My Personal Yoga Practice and Recovery Journey
Yoga for me isn't about hitting the perfect posture on day one. It is a slow, often messy process of listening to the body and learning to trust it again.
This split-screen close-up shows the change in my Vrischikasana over time. Notice the difference in the feet and the depth of the backbend. This is a testament to consistent, unconscious practice and the body's incredible ability to adapt and remember.
About My Personal Practice & Journey
The split-screen photo of my Vrischikasana shows eleven months of difference. Structurally, the posture looks similar, but the internal sensations are monumentally different. This is the heart of my practice. It is not about forcing a shape, but about the slow, often frustrating process of letting your body unlearn its protective pain responses to find ease where there was once only suffocation.
My teaching is built on the reality of my own body. I have navigated shoulder dislocations and ligament tears, and these experiences taught me that a practice is only as good as its foundation in safety. I do not teach from a place of theoretical perfection. I teach from the scars and the breakthroughs that happened on the mat.
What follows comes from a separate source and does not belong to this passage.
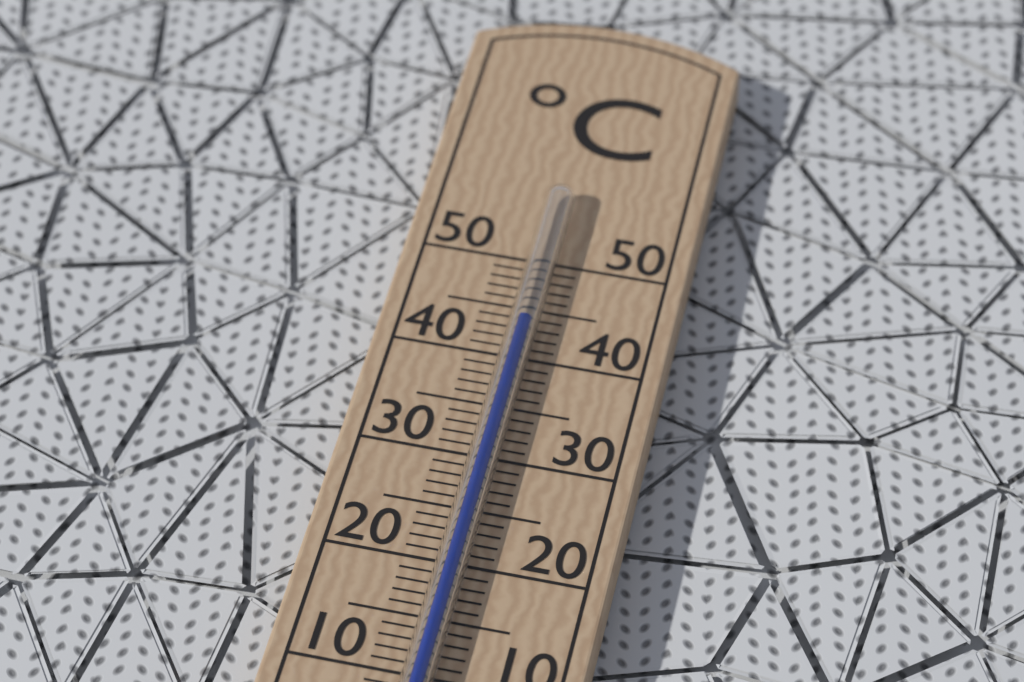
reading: 43 °C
When we work together, whether at the Krishna Wellness studio or outdoors at Cubbon Park, we focus on the process rather than the destination. I use props like ropes, blocks, and bolsters not to make the work easy, but to make it sustainable. The Iyengar rope wall, for instance, is a core part of how I help students decompress the spine and release nerve pressure. It allows you to explore inversions and deep stretches without the fear of injury that often holds us back.
My approach is inherently physical and technical. We use manual traction, micro-movements to rebuild muscle memory, and active spotting to ensure you are supported. However, we also hold space for the mental side of things. If you have ever felt overwhelmed or restricted by your own body, you know that the struggle is as much about focus as it is about flexibility. By integrating Pranayama and Yoga Nidra, we quiet the nervous system, helping you move from a state of pain response to one of recovery. This is a journey of rediscovering what your body is capable of when you stop fighting it and start breathing with it.